I’ve worked with PSoC A LOT. Got started a long time ago I with 8-bitters 8051 and PIC16C54. Then switched to PSoC1 and it was a major relieve. The analog and digital fabric helped in vastly reducing component count on the boards while being able to do reconfiguration with firmware updates. Prices are good when buying directly from their distributors. With the launch of PSoC3 and 5, the analog switch cap blocks were abandoned (unfortunately). In return their digital fabric was much more sophisticated and configurable. Their new tool (PSoC Creator) brought a lot of digital blocks along (serial comms, counters, pwm, dma etc). It even supports creating your own components using the schematic editor or Verilog.
Unfortunately PSoC6 has cut down on digital fabric and while Cypress/Infineon launched a new multi platform IDE, they stopped support for the digital blocks. The new tool (ModusToolbox) is not even able to configure it, while the old (windows only PSoC Creator) lacks on predefined components.
All-in-all they succeeded well in rendering their great unique devices into mainstream MCUs, with a higher price-tag because of the almost unusable digital fabric).
My concerns (as a devoted PSoC design partner) are echoed within Infineon, hoping they will value it’s uniqueness again.
That said, I am not expecting any changes and by looking at their roadmap, they seem to going to abandon their UDBs (digital fabric).
As looking for the next step I stumbled upon this topic and got interested in the Quicklogic EOS3. Prices are looking reasonable and I like the more less open source aspect of it. As ‘MCU guy’ I never really worked with FPGA but it always attracted me do work with it.
I used 24 datapaths on PSoC5 to create 48 PWMs but I have no idea how this compares to a ‘true’ FPGA. Anyone?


» **Aim of the task**: Each entry below is to be written out exactly, and the pictures are to be left out.

» **Information**:
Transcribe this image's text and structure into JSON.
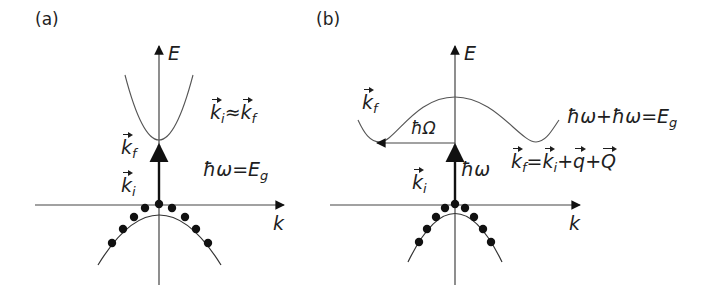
{
  "panels": [
    {
      "id": "a",
      "label": "(a)",
      "axes": {
        "y_label": "E",
        "x_label": "k"
      },
      "annotations": {
        "kf_label": "k",
        "kf_sub": "f",
        "ki_label": "k",
        "ki_sub": "i",
        "momentum_relation": {
          "lhs": "k",
          "lhs_sub": "i",
          "op": "≈",
          "rhs": "k",
          "rhs_sub": "f"
        },
        "energy_relation": {
          "lhs": "ħω",
          "op": "=",
          "rhs": "E",
          "rhs_sub": "g"
        }
      },
      "transition": "direct",
      "valence_dots": 9
    },
    {
      "id": "b",
      "label": "(b)",
      "axes": {
        "y_label": "E",
        "x_label": "k"
      },
      "annotations": {
        "kf_label": "k",
        "kf_sub": "f",
        "ki_label": "k",
        "ki_sub": "i",
        "phonon_label": "ħΩ",
        "photon_label": "ħω",
        "energy_relation": {
          "text": "ħω+ħω=",
          "rhs": "E",
          "rhs_sub": "g"
        },
        "momentum_relation": {
          "k1": "k",
          "k1_sub": "f",
          "eq": "=",
          "k2": "k",
          "k2_sub": "i",
          "plus1": "+",
          "q": "q",
          "plus2": "+",
          "Q": "Q"
        }
      },
      "transition": "indirect",
      "valence_dots": 9
    }
  ]
}
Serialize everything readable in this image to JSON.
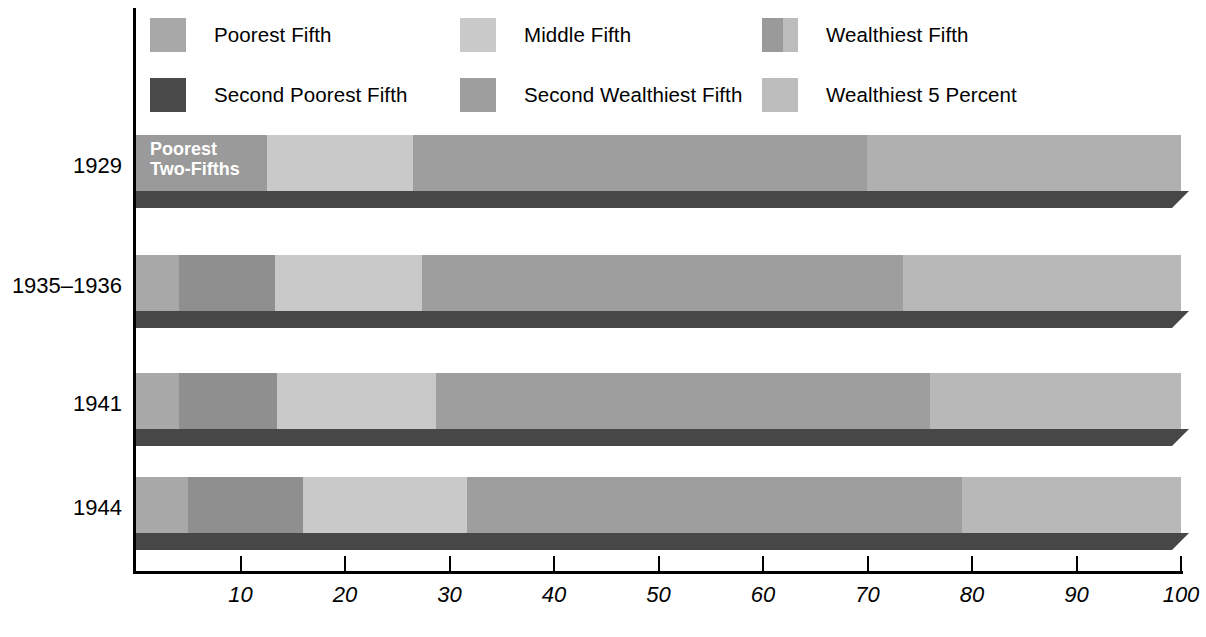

» **Exercise output**:
Transcribe this image's text and structure into JSON.
{
  "panels": [
    {
      "id": "a",
      "label": "(a)",
      "axes": {
        "y_label": "E",
        "x_label": "k"
      },
      "annotations": {
        "kf_label": "k",
        "kf_sub": "f",
        "ki_label": "k",
        "ki_sub": "i",
        "momentum_relation": {
          "lhs": "k",
          "lhs_sub": "i",
          "op": "≈",
          "rhs": "k",
          "rhs_sub": "f"
        },
        "energy_relation": {
          "lhs": "ħω",
          "op": "=",
          "rhs": "E",
          "rhs_sub": "g"
        }
      },
      "transition": "direct",
      "valence_dots": 9
    },
    {
      "id": "b",
      "label": "(b)",
      "axes": {
        "y_label": "E",
        "x_label": "k"
      },
      "annotations": {
        "kf_label": "k",
        "kf_sub": "f",
        "ki_label": "k",
        "ki_sub": "i",
        "phonon_label": "ħΩ",
        "photon_label": "ħω",
        "energy_relation": {
          "text": "ħω+ħω=",
          "rhs": "E",
          "rhs_sub": "g"
        },
        "momentum_relation": {
          "k1": "k",
          "k1_sub": "f",
          "eq": "=",
          "k2": "k",
          "k2_sub": "i",
          "plus1": "+",
          "q": "q",
          "plus2": "+",
          "Q": "Q"
        }
      },
      "transition": "indirect",
      "valence_dots": 9
    }
  ]
}
Serialize everything readable in this image to JSON.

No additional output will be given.